To run an algorithm, use the run_algorithm.sh
script and pass parameters as command-line arguments.
Basic Usage:
./run_algorithm.sh --algorithm=<cropa|duap|init> --model_name=<your_model>
Key Parameters:
--algorithm
: Required. Choosecropa
,duap
, orinit
.--model_name
: Specify the model (e.g.,blip2
,instructblip
).--device
: Set the GPU ID (e.g.,0
) or-1
for auto-detect.--target="your_prompt
: Provide a single target text directly.--prompt_file=/path/to/prompt.txt
: Use this to read multiple target texts from a file (one per line).

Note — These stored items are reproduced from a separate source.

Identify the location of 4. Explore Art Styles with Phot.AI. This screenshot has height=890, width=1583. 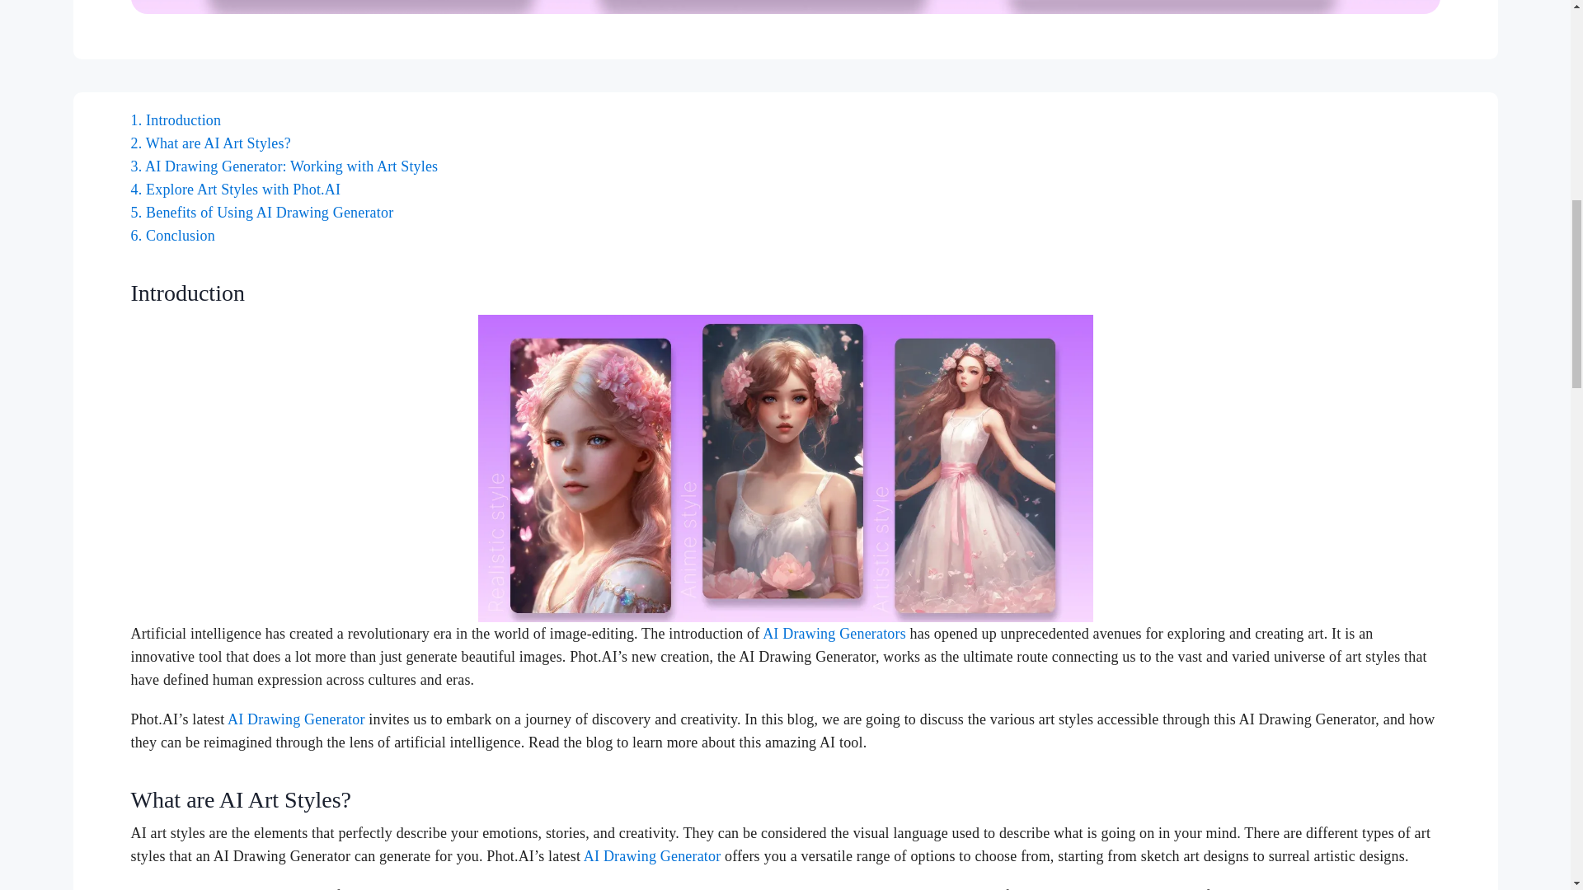
(234, 190).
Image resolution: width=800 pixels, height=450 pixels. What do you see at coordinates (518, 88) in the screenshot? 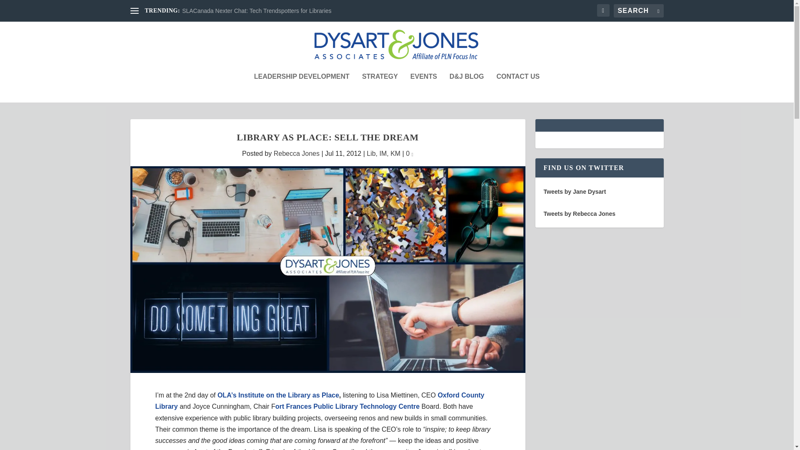
I see `CONTACT US` at bounding box center [518, 88].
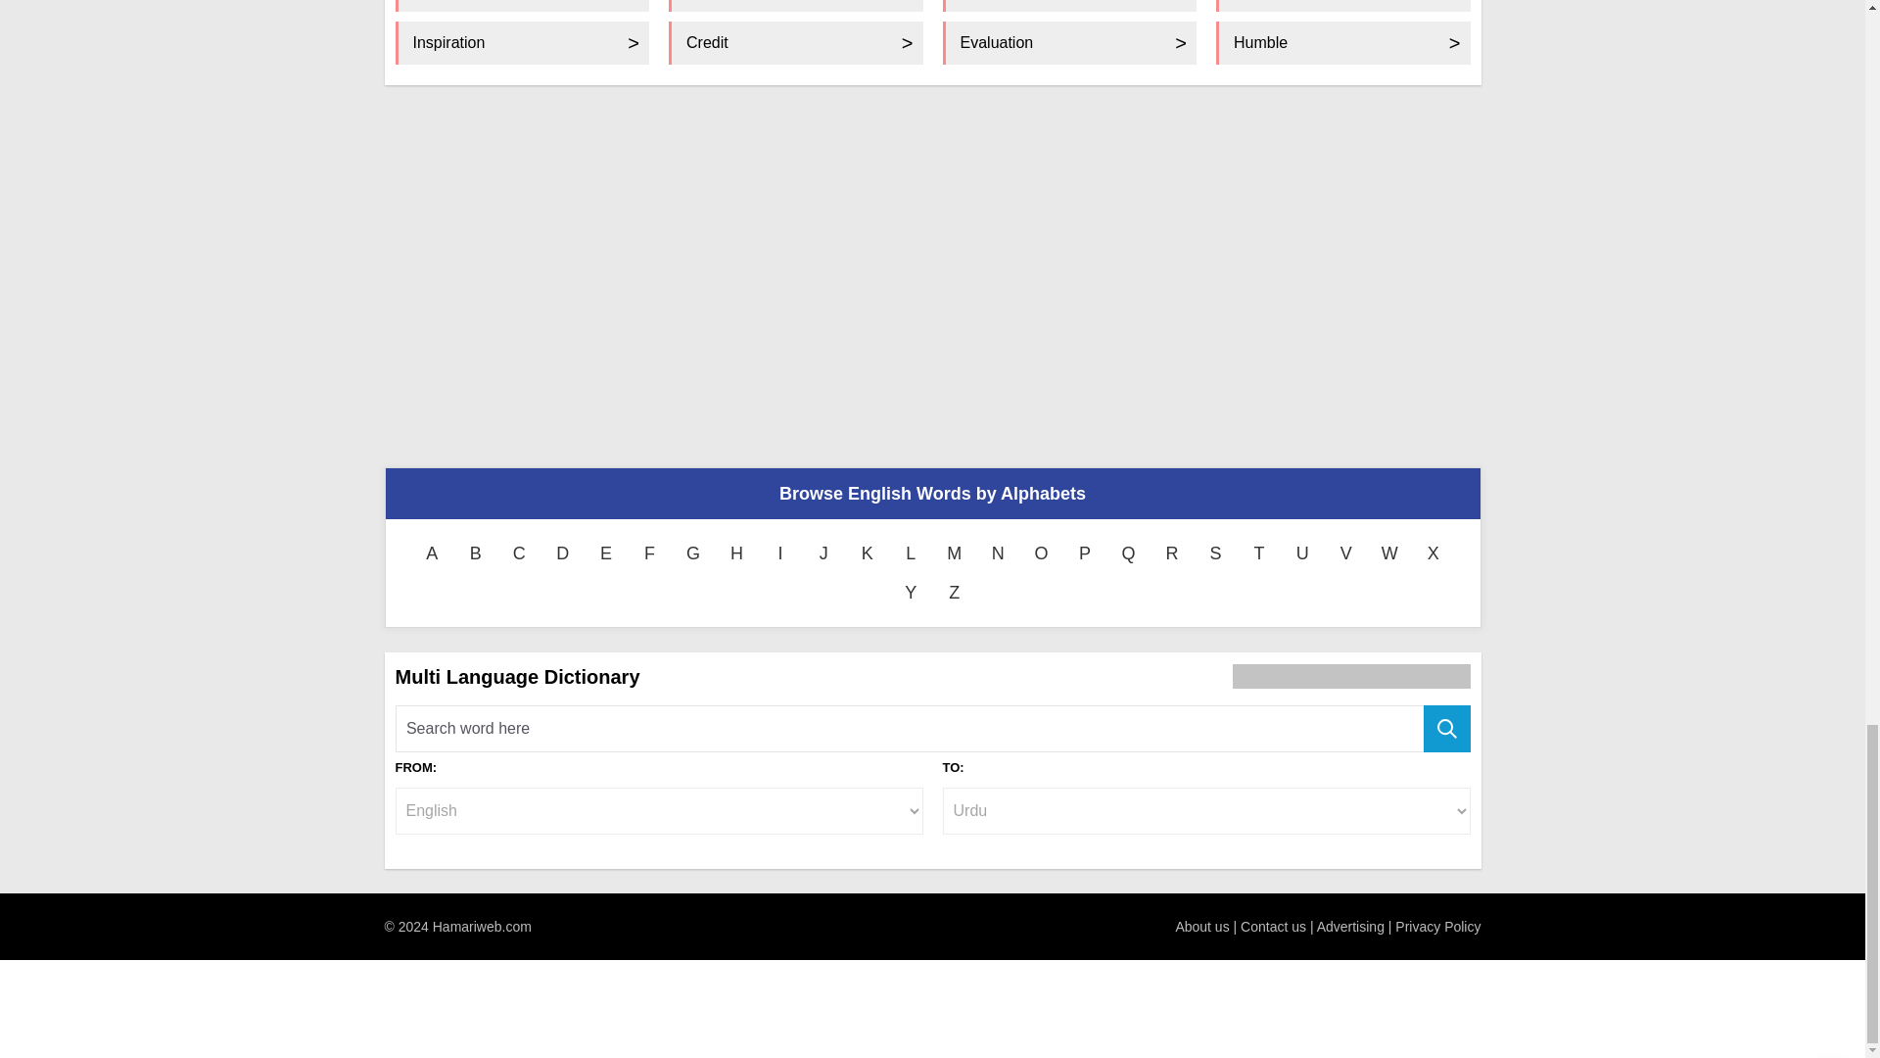 The image size is (1880, 1058). I want to click on Intellectual, so click(795, 6).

The script will run the algorithm for each prompt.
Example:
# Run 'cropa' with a specific model and prompts from a file
./run_algorithm.sh --algorithm=cropa --model_name=blip2 --prompt_file=./my_prompts.txt
-
View Logs & Results
- Adversarial examples are saved under
results/cropa_baseline/<model>/
. - ASR tables are generated in the same directory.
- Adversarial examples are saved under
This repository is released under the MIT License. Feel free to use and modify for research purposes.

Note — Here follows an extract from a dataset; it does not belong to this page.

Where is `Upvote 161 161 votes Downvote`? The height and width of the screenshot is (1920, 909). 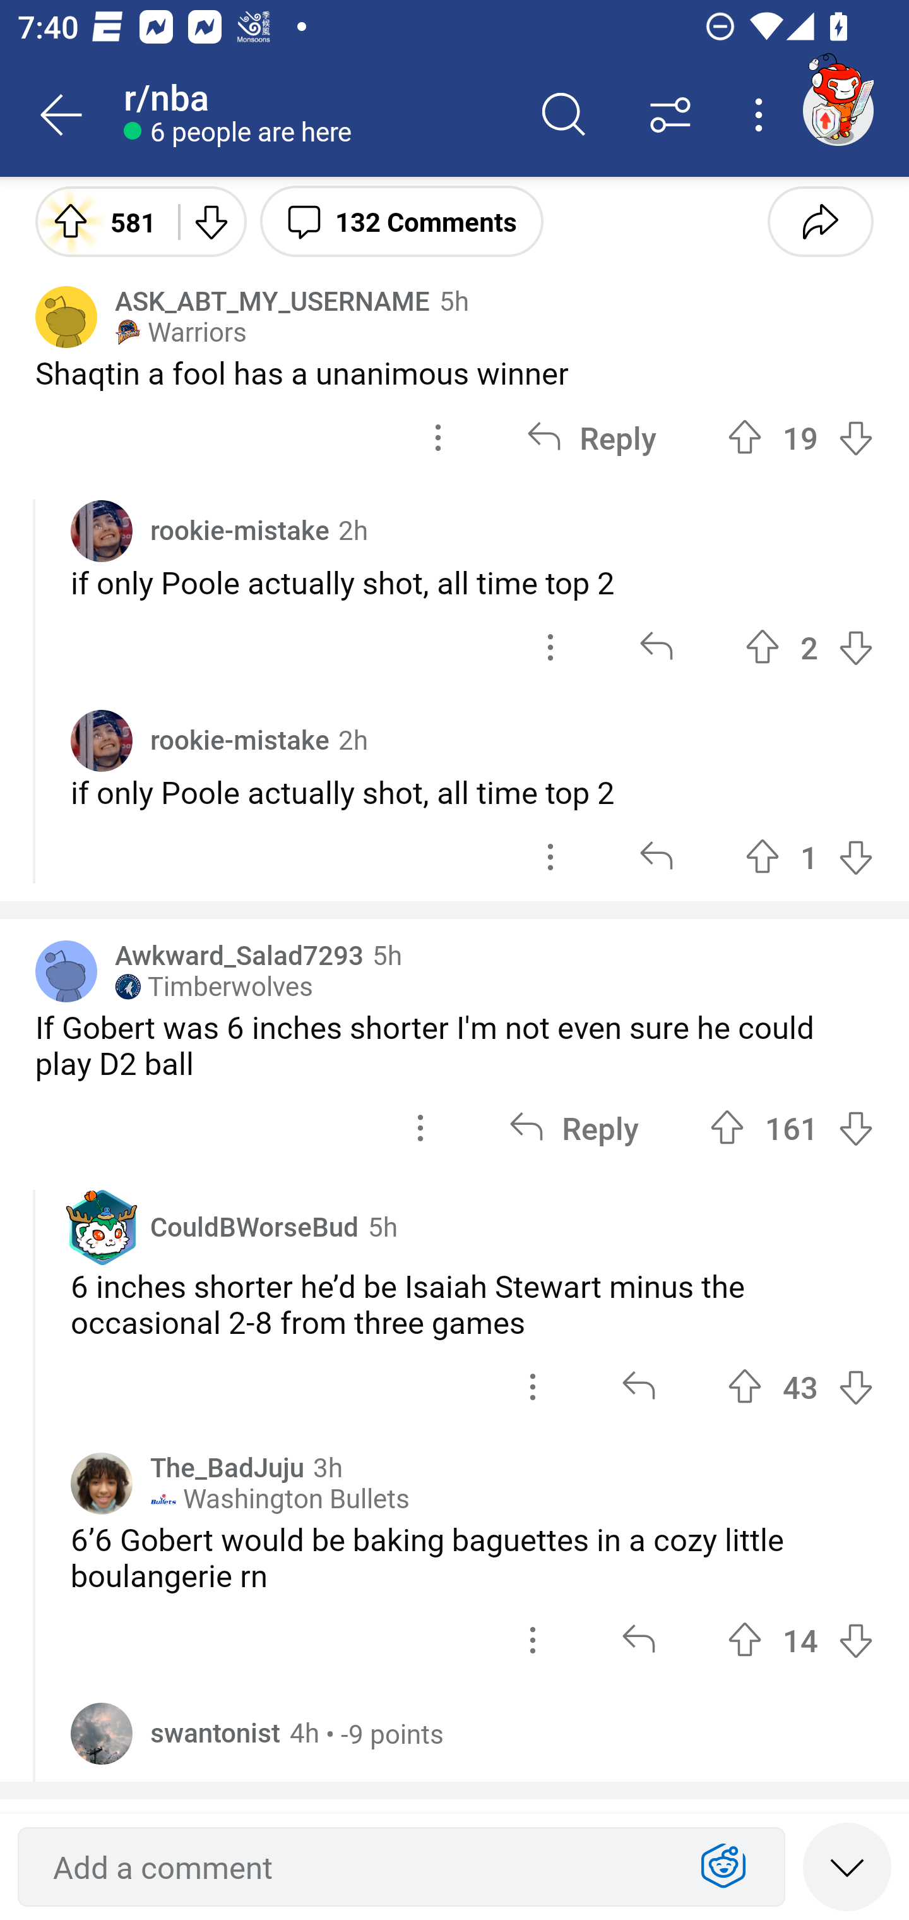
Upvote 161 161 votes Downvote is located at coordinates (792, 1128).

@article{RevisitingCroPA2025,
title = {Revisiting CroPA: A Reproducibility Study and Enhancements for Cross-Prompt Adversarial Transferability in Vision-Language Models},
author = {Anonymous},
journal = {Under Review at TMLR},
year = {2025},
note = {Under double-blind review}
}
Please cite this paper if you use any part of the experiments, code, or insights provided herein.
We thank the authors of Luo et al. (2024) for making CroPA’s original code available, and the open-source communities behind BLIP-2, InstructBLIP, Flamingo, LLaVA, and Stable Diffusion projects.
For any questions or issues, please open an issue on the GitHub repository.